Processing your task manager’s inbox again has a few questions.
The first is: what is it? Then, what do you need to do with it?
For example, you may have realised that your passport expires in the next ten months. So you have a task in there that says “renew passport”.
That’s good. But is it enough. I know if I come to a task that says renew passport I’m going to ignore it. Why? Because behind that simple “renew passport” is a lot of stuff I don’t know about.
The last time I renewed my passport was ten years ago. The passport office will undoubtedly changed the system since then. So what’s the real task here?
It’s to find out what I need to renew my passport.
So, I would change the task to “find out what I need to renew my passport” and then decide when I will do that. Do I need to do it this week? Next week? Or perhaps next month?
And that’s the third question, when will I do it?
Once decided, I drop it into its appropriate folder.
You will often have some obvious tasks in there too. It could be something like sending a quote to a prospective customer. So you add a task “send quote to Drax Enterprises into your inbox.
Yet, is it that simple?
This might be a potential big multi-million dollar contract. One you need to discuss with your boss first. So, what is the task? It’s to talk with your boss about what discounts to offer. So you can change the task to “Discuss with boss Drax Enterprises quotation”, add a date you will do it—perhaps tomorrow—and place the task into your This Week folder.
The danger of not rewriting tasks with the real next step is you will ignore the task because you are unclear about what really needs to happen next. When you process your inbox, you have an opportunity to get clear about what needs to happen next.
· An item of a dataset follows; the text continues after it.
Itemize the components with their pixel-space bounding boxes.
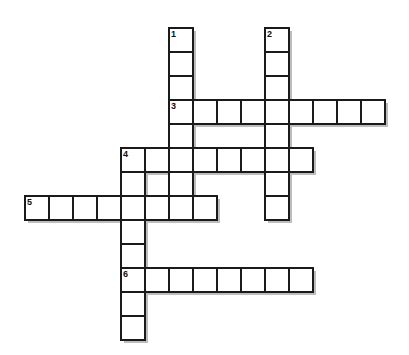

Once you know that, you will be less likely to skip it.
I know this all sounds complex, but if you step back and look what you are doing, you are asking yourself three simple questions.
What is it? What do I need to do with it? And when will I do it?
I’ve found that if you apply these questions every time you are in an inbox, it quickly becomes natural.
You also get better at triaging your task manager’s inbox. This helps you to keep your task manager clean and tight. The less you allow in there, the more focused you will be and much less susceptible to picking the easy tasks leaving yourself with only the more time consuming ones later in the day. (Something you want to reverse—remember “Eat The Frog”)
And that’s it, Stephen. Keep things simple, run through the questions and be ruthless about what gets into your task management system.
Thank you for your question and thank you to you too for listening. It just remains for me no to wish you all a very very productive week.